Gore Associates

In the book The Tipping Point they describe the organization called Gore Associates and their organization.  I found it fascinating and somewhat hard for me to comprehend.  The subject of the section was the Power of Context.  I would like to quote from the book.  "If you want groups to serve as incubators for contagious messages, ….we have to keep groups below the 150 Tipping Point."  "Gore Associates, a privately held, multimillion dollar high-tech firm that makes the water-resistant Gore-Tex fabric, as well Glide dental floss, semiconductors, etc.  At Gore there are no titles.  If you asked people who work there for their card, it will just have their name and underneath it the word "Associate,"  regardless of how much money they make or how much responsibility they have or how long they have been with the company.  People do not have bosses, they have sponsors – mentors – who watch out for their interests.  There are no organization charts, no budgets, no elaborate strategic plans.  Salaries are determined collectively.  Headquarters for the company is a low-sling, unpretentious red brick building.  All the offices are the same size and corners tend to be conference rooms.  When asked repeated of a person who was clearly a senior person, he finally said with a grin, "I am a meddler."   ….  Gore is unusual and and a clear well articulated philosophy.  It is a big establish company that is attempting to behave like a small entrepreneurial start-up." 

"Bill Gore, the late founder, seems to have stumbled on a strategy by trial and error.  "We found again and again that things get clumsy at a hundred and fifty,"  so 150 employees per plant became a company goal.  They do their long term planning by making parking lots for 150 cars.  When people start parking on the grass, it is time for a new plant."    I gather Hutterite communities have the same philosophy.

I also recall Magna Industries and their philosophy of small plants all competing for similar business.  At one stage Frank Stonach became less involved and his management decided to try to make a complete car and integrate the organization.  It was a disaster.  Frank came back and fired the bunch and got back to his old principle.  I do not know what the philosophy is now but that sure worked for Frank, who certainly has his own management style.  I also have heard that each plant was run by a tool and dye maker, which is where Frank started.

It really challenges my concept of organization and strategy.  I wonder is 150 is the magic number for consulting organizations.  I expect less that 150 is the number based on my experience.  However I know that most large consulting organizations become dysfunctional. 

Can you imagine working in an organization that roles worked like Gore Associates?  I should do more research and see what I can find out. 

  1. Jim Reply

    I am sure there has been research on Gore Associates. I will check it out.
    See http://en.wikipedia.org/wiki/WL_Gore_and_Associates.
    Graham’s point was why I find the concept so difficult. I think our hierarchical family structure makes it difficult to conceive of other organizations structures. A cooperative type structure is so foriegn to our culture. I guess there is a name for the type of organization called Anarcho-socialism. See definition in wikipedia.

  2. Graham Boundy Reply

    Even if there is no org chart there is a org charts. I recall one company who never published an org chart. It was quite frustrating to try and have a working session with any person or group without excluding key players.
    I’d be interested in knowing what GORE’s attition and turn-over are like. If you constantly have people coming into and leaving the organization (like we do in the IT world) I think it would be very difficult to do it without some organizational hierarchy.
    Even if the CEO has a title like meddler or associate, everyone knows he’s the CEO.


Problem to work on
Please count the lines in the entries below that include the word "note", and give only the number.
** Data excerpts follows **
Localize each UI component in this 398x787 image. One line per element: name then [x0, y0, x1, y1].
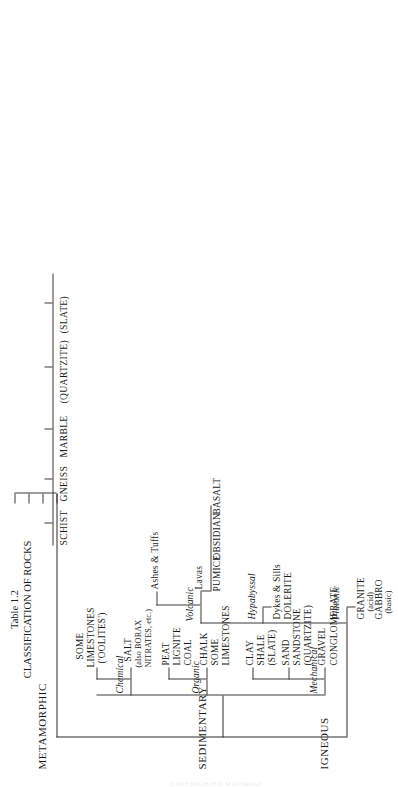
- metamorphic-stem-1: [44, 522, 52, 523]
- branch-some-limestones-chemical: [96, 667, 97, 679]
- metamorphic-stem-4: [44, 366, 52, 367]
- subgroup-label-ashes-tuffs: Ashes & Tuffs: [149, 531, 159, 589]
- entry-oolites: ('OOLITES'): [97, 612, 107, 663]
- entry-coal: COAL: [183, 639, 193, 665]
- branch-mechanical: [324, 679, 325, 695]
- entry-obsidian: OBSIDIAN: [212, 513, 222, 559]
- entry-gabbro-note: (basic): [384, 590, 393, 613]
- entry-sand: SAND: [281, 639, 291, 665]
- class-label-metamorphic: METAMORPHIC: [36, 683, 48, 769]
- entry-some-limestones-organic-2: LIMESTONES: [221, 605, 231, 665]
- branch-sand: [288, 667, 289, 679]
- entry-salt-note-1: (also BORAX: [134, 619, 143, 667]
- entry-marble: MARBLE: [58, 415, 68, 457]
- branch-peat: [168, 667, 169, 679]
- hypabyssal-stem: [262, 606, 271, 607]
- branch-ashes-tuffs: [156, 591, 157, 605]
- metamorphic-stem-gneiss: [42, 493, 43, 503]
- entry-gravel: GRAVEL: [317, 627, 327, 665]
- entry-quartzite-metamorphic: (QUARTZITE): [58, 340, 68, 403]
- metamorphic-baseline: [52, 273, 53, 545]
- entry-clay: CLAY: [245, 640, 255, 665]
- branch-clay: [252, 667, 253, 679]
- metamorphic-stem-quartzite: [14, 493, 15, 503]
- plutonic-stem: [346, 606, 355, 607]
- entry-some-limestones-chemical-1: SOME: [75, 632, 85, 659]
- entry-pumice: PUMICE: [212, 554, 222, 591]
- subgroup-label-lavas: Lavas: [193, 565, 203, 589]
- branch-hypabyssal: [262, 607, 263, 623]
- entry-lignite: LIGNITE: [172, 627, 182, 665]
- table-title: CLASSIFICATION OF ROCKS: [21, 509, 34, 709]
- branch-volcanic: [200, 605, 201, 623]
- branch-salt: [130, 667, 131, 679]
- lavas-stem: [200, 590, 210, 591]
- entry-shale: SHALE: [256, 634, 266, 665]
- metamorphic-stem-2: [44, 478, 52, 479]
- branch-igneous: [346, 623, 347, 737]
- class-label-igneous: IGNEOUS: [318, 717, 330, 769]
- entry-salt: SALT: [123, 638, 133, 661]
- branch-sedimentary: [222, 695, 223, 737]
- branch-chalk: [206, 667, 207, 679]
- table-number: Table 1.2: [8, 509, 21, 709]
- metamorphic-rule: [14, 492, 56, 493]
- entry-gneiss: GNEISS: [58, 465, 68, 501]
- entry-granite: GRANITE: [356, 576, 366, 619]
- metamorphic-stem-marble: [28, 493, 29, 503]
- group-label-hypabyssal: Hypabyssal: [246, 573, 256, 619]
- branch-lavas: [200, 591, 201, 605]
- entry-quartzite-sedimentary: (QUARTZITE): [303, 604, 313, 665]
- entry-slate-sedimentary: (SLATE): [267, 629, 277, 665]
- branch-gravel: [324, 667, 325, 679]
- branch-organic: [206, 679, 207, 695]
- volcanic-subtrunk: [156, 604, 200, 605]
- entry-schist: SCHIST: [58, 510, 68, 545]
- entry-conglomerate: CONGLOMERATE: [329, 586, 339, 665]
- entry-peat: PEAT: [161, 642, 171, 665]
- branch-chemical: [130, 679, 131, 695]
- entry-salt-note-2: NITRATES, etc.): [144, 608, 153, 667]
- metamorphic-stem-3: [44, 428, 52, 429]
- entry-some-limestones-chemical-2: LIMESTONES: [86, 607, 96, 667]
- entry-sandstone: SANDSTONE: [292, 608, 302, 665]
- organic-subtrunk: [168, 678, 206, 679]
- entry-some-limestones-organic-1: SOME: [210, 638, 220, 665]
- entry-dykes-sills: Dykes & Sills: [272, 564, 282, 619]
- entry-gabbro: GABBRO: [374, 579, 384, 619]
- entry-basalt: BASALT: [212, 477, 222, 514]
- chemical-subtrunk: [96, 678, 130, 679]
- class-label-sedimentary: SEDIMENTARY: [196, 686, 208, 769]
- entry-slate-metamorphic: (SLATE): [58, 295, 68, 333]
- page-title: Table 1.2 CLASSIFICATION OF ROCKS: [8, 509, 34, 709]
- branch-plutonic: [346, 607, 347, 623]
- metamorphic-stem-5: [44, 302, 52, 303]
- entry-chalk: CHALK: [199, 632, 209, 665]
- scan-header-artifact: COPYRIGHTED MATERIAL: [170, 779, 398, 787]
** End of Data excerpts **
Exercise output
3